Christian States of the North.—The Christian enemies of the Mohammedans were for long weak and no less anarchical than themselves, but they were never altogether wanting, and they had, what the Arab and Berber had not, a tradition of law and a capac ity for forming an organized polity and a State. In the centre were

the Basques, dwelling on both sides of the Pyrenees, who kept against the Mohammedan the independence they had vindicated against the Visigoth. On the east were the roots of the kingdom of Navarre, of Sobrarbe and Aragon. In the earliest times their most pressing foe was not the Arab or Berber so much as the Caro lingian. It was at their hands that Charlemagne (q.v.), while re turning from his expedition to Saragossa, suffered that disaster to his rearguard at Roncesvalles which is more famous in poetry than important in history. With the aid of the Spanish Muslim Beni Casi the Basques drove off the counts and wardens of the marches of the Carolingians. On the eastern extremity of the Pyrenees the Franks found no native free population. Here, mainly under the leadership of Louis the Pious, they formed the Marca Hispan ica, where Frankish counts and wardens of the marches gradually gained ground. By the reign of Charles the Fat a principality had been founded. Wilfred the Hairy—the Comes Vellosus, so called because his countship was poor and covered with scrub wood— became the founder of the countship of Barcelona.

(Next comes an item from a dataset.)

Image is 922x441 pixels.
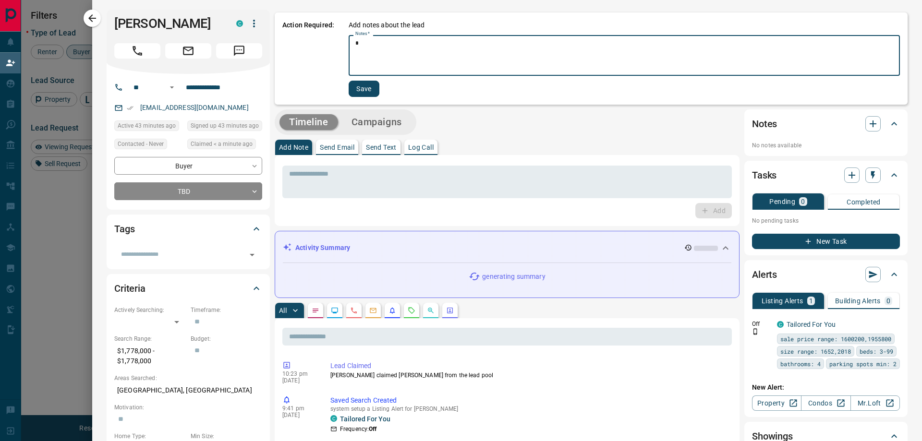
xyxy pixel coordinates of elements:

The greatest destiny was reserved for the Christian remnant which stood out to the west of the Basques, in the mountains of Asturias. Pelayo, whom they chose for king, and his victory of Covadonga, are legendary and obscure. It is with the warning that the dates can only be given as probably correct that the three first Christian kings can be said to have reigned from 718 to 757. Pelayo (718-737), his brother Favila (737-739)—of whom Are only know that he is said to have been killed by a bear while hunting—and Alphonso I., the Catholic (739-757), stand as little more than names. While the Muslim invasion of Gaul was still going on, Manuza, the chief of the Berbers settled in north western Spain, had revolted against the caliph's lieutenants. In 740 came the great general revolt of the Berbers. In 75o plague, following on drought and famine, swept away thousands of con quered and conquerors alike. Amid the general desolation Alphon so I., duke of Cantabria and son-in-law of Pelayo, constituted the kingdom which the Arabs called Galicia. It answered closely to the old Roman province of the same name—extending from the Bay of Biscay to the line of the Duero, from the ocean to the foot of the mountains of Navarre. Alphonso swept all through that region, already more than half depopulated, slaying the lin gering remnants of the Berbers, and carrying back the surviving Christians to the north. Behind that shield of waste the Christian kingdom developed ; from the death of Alphonso I. to the reign of Ramiro II. (931-95o) it was subject to no serious attack, though raids on the frontier never ceased. Norse pirates appeared on the coast in the 9th century, but made no permanent settlements. As the population grew, it pushed down to the plain of Leon and Castile. The advance is marked by the removals of the capital forward from Cangas de Ofia to Oviedo, from Oviedo to Leon, and by the settlement of adventurous frontier men in the ancient Bardulia, which from their "peels," and towers of strength, gained the name of Castilla—the castles. Burgos became its centre. The Montana (hill country) of Burgos, and in particular the district called the Alf oz of Lara, was the cradle of the heroes of the Cas tilian share in the reconquest. As the Marca Hispanica on the east became the county of Barcelona, so the chiefs of Bardulia became the counts of Castile, then the count of Castile, the rival of the king at Leon, and in time the king of Castile, and head of Christian Spain.